How Sacramento schools will try to improve online learning in 2020-21
Now that schools in Sacramento will officially start the 2020-21 school year with online instruction, parents and teachers are left wondering if distance learning will be easier the second time around.
After schools were abruptly closed in the spring, parents across California struggled with scheduling, spotty internet service, and placing their elementary school-aged children in front of Google Chromebooks and hours of live Zoom sessions. All while many of those parents also tried to juggle jobs and other duties of their own.
In Sacramento County, school officials and teachers say it could be smoother in the fall than it was in April and May. Schools have plans for more live instruction, one-on-one assistance and additional support for the county’s most vulnerable students
When the Sacramento County Office of Education, along with public health officials, announced on Wednesday that schools will remain physically closed, it allowed schools to mobilize earlier.
Sacramento City Unified Chief Academic Officer Christine Baeta presented a detailed plan of the district’s distance learning education at Thursday night’s school board meeting. Among the highlights: parents can expect more structured scheduling and more means of engagement.
Principals, for example, will drop into Zoom sessions the way they normally visit classrooms, providing teachers with specific feedback to raise standards of access.
“This is the opportunity to do things differently, whether it’s the notion of defining engagement differently or disrupting the status quo in the right way,” said Vincent Harris, the district’s Chief of Continuous Improvement and Accountability.
Teachers will focus on the depth of content being taught, rather than just getting through content at a defined pace. Students can receive extra time with teachers, including one-on-one sessions to help meet their needs.
Baeta stressed that the district cannot waste time.
“We need to come out better at the end of this pandemic,” she said.
Baeta said parents should hold school officials accountable to ensure their children’s needs are met.
Erica Chan, whose daughter will be attending fourth grade in the district, said she wants consistent live instruction, along with pre-recorded instructions on how to complete assignments, as her daughter benefited from this in the spring. Chan also hopes to have art or music integrated into the curriculum.
“Kids have different learning styles,” Chan said. “My daughter retains a lot of knowledge through music. When a math concept is put to song, she memorizes the song and can refer back to it when she is working on her math assignments.”
Screen time with teachers is important, Chan said, because her daughter is in a Mandarin Immersion program. The program is split evenly between English and Mandarin. In the spring, Zoom sessions in Mandarin were limited. Her daughter would submit videos, take part in group tutoring and complete assigned essays. Chan said doing that instruction even three times a week would be beneficial.
How will teachers, students connect?
Lori Jablonski, a government and geography teacher at C.K. McClatchy High School in Sacramento, said she is considering making individual phone calls with each of her approximately 160 students, as well as other ideas to connect with students. She says worrying about how best to serve students “makes it hard to sleep at night.”
Jablonski and a group of teachers submitted a list of issues they wanted the district to consider in ongoing conversations with the teachers’ union: internet access for students and teachers, online textbooks and a plan for how school supplies would be delivered to students who cannot pick them up.
“The teachers are eager to start planning. We want (online learning) to work much better than the way it worked in the springtime. We really want this to serve our students in the meantime,” Jablonski said.
She also stressed the importance of connecting with students who never logged on when classes went online in the spring.
“We know there were hundreds who never got connected,” Jablonski said. “And now is the time to be figuring out why, who they are, where they are. We lost kids. And that’s another thing that keeps me up at night.”
Other school districts, including Twin Rivers Unified, know that in order for distance learning to be successful this year, internet connectivity must be a key priority.
Twin Rivers Unified has two electric buses outfitted with Wi-Fi that will help students within an 84-foot radius have better internet access. The district also secured a contract with Verizon that provides Wi-Fi for families at $10 per month for a three-month commitment.
“That is half the cost of what everyone else is offering,” said Twin Rivers Unified Chief Business Officer Kristen Coates. “Our board has really supported the innovation.”
Coates said the district is working on creative ways to help students widen their access to curriculum. Students will also have access to special math curriculum and videos to help mitigate any learning loss they experience.
“Twin Rivers has been very proactive years before COVID-19,” Coates said. “We were able to pivot really quickly with technology. But I would be remiss to say that it was easy. All districts had difficulty securing Wi-Fi hotspots or Chromebooks, even when we had large inventory.”
Twin Rivers Unified distributed more than 17,000 Chromebooks and nearly 2,000 hotspots.
Students can put in a request, and drop off damaged items in exchange for new ones at Grant Union High School and Highlands High School Monday through Friday between 9:30 a.m. and 4 p.m.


» INSTRUCTIONS FOR THE TASK
Extract all lines from the data beneath that include the word "following".

» Stored items
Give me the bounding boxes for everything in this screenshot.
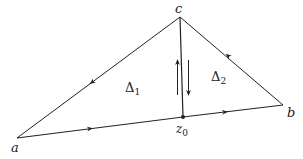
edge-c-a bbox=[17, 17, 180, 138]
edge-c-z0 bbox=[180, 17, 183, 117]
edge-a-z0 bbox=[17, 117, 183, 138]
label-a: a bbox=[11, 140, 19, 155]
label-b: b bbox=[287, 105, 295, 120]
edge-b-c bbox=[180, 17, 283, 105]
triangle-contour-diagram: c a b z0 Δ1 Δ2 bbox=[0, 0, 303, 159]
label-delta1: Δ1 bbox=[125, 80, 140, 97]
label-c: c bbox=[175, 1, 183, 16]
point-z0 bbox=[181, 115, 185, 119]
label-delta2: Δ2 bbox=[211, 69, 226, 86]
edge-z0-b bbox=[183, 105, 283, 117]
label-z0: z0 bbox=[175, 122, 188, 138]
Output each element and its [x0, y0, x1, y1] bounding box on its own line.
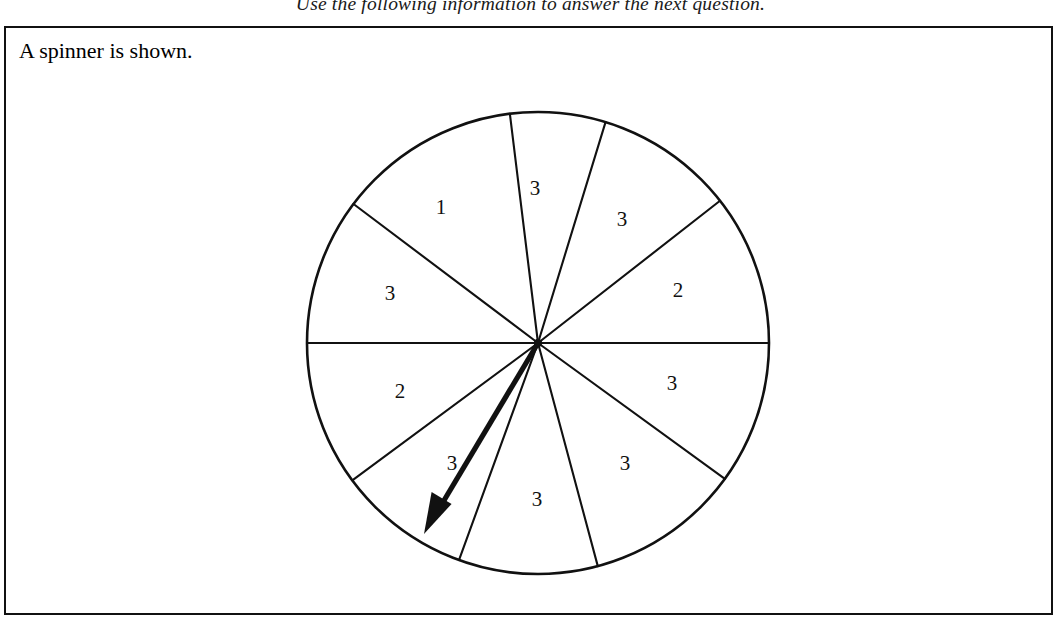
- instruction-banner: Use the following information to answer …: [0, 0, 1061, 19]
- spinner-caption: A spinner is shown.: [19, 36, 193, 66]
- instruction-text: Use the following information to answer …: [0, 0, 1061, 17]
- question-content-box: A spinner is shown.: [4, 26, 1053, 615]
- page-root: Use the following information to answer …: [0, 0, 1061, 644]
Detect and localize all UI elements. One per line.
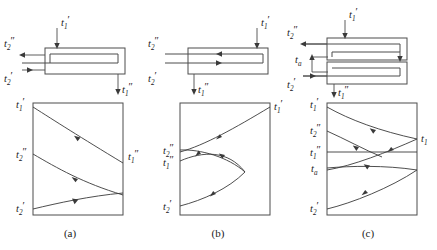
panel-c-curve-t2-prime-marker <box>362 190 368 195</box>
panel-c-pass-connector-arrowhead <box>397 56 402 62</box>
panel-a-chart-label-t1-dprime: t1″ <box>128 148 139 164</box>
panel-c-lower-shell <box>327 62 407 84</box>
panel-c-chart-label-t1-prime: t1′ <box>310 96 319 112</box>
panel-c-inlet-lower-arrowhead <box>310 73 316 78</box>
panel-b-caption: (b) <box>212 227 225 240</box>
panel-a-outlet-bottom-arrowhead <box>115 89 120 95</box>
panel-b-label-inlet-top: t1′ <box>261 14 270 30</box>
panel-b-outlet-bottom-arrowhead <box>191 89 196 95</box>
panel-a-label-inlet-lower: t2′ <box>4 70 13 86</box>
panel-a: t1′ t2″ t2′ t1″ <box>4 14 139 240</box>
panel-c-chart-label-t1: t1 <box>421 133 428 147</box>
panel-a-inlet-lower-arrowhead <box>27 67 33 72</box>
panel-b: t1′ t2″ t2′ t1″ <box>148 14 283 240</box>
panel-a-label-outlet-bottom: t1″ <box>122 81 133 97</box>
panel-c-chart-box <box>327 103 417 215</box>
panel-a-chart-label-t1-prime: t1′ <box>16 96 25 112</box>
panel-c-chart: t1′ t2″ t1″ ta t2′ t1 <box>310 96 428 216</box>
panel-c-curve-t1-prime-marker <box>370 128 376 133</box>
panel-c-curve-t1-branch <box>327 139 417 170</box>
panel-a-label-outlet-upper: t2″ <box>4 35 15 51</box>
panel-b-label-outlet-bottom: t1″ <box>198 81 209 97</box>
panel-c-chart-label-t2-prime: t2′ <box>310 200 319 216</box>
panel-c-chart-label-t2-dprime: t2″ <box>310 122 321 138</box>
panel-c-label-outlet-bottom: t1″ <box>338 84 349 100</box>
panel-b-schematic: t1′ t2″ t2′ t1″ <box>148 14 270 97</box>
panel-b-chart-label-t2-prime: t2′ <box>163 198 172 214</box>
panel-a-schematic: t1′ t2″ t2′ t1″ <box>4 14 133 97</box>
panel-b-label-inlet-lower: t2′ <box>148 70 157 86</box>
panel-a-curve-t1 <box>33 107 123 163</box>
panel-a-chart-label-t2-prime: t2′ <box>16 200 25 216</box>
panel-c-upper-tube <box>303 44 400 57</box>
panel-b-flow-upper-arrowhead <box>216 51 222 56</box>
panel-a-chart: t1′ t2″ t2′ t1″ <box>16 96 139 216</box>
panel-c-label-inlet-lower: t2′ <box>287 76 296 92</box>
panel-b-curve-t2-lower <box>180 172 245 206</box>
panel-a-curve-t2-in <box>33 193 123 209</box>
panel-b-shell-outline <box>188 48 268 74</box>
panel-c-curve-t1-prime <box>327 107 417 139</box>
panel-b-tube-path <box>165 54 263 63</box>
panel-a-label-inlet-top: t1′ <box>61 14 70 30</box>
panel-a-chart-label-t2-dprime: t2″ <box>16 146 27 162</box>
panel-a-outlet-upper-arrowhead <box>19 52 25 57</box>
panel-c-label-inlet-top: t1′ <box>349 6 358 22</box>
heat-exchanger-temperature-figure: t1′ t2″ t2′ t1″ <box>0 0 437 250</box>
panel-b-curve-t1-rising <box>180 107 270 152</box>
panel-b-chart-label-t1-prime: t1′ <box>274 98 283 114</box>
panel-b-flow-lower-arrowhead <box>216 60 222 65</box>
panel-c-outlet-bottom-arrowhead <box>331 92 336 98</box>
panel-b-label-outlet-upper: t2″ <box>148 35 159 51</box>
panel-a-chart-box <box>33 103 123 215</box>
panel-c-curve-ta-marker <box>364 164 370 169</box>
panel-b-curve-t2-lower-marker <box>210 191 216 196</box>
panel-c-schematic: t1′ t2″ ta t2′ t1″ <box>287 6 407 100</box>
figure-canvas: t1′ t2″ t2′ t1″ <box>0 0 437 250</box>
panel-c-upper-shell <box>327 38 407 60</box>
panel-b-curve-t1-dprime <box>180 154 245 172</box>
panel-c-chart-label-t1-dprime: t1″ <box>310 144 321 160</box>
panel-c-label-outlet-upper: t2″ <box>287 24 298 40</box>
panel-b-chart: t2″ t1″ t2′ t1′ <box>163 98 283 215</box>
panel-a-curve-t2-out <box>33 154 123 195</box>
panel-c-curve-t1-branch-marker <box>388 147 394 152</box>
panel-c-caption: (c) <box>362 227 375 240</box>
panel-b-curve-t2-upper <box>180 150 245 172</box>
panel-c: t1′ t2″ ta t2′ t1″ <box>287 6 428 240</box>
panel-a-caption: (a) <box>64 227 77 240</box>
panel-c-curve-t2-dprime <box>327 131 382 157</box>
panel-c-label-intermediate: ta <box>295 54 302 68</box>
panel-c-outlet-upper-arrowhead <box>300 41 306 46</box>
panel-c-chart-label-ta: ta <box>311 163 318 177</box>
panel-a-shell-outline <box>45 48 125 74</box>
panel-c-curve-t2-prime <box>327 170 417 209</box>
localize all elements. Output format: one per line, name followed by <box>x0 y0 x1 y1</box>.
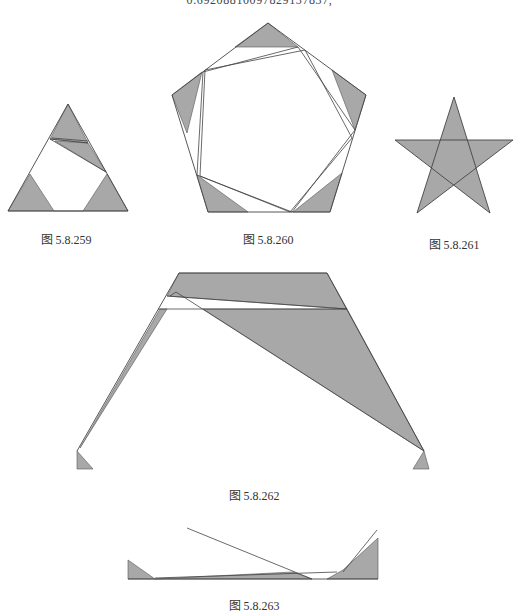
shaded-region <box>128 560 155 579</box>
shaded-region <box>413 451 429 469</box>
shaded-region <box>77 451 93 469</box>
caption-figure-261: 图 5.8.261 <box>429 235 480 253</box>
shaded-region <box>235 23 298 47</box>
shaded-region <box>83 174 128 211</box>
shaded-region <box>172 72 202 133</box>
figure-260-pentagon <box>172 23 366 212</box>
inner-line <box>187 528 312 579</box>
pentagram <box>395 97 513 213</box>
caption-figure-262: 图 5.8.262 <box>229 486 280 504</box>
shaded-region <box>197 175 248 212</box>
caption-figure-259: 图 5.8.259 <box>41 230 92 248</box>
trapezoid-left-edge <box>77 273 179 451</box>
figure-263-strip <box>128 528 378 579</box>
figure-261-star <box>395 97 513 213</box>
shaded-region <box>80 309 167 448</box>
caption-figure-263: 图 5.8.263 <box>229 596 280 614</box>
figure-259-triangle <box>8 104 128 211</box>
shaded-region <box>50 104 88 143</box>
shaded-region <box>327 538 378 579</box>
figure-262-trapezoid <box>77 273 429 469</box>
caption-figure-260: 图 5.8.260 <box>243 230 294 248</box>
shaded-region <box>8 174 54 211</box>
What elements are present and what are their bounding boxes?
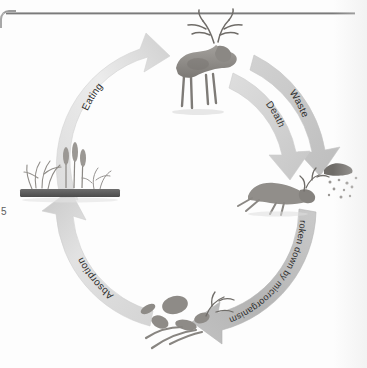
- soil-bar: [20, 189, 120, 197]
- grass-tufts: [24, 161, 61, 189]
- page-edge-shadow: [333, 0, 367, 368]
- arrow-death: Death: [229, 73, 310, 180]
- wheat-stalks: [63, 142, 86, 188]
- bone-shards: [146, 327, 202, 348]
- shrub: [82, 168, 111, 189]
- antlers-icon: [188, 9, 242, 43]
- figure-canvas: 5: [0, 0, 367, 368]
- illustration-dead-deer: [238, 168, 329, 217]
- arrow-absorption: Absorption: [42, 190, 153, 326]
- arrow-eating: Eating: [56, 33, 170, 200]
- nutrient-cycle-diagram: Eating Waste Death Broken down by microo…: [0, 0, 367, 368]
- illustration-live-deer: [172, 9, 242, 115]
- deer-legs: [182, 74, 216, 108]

» RESPONSE TO THE EXERCISE
- instruction-banner: Use the following information to answer …: [0, 0, 1061, 19]
- instruction-text: Use the following information to answer …: [0, 0, 1061, 17]
- page-root: Use the following information to answer …: [0, 0, 1061, 644]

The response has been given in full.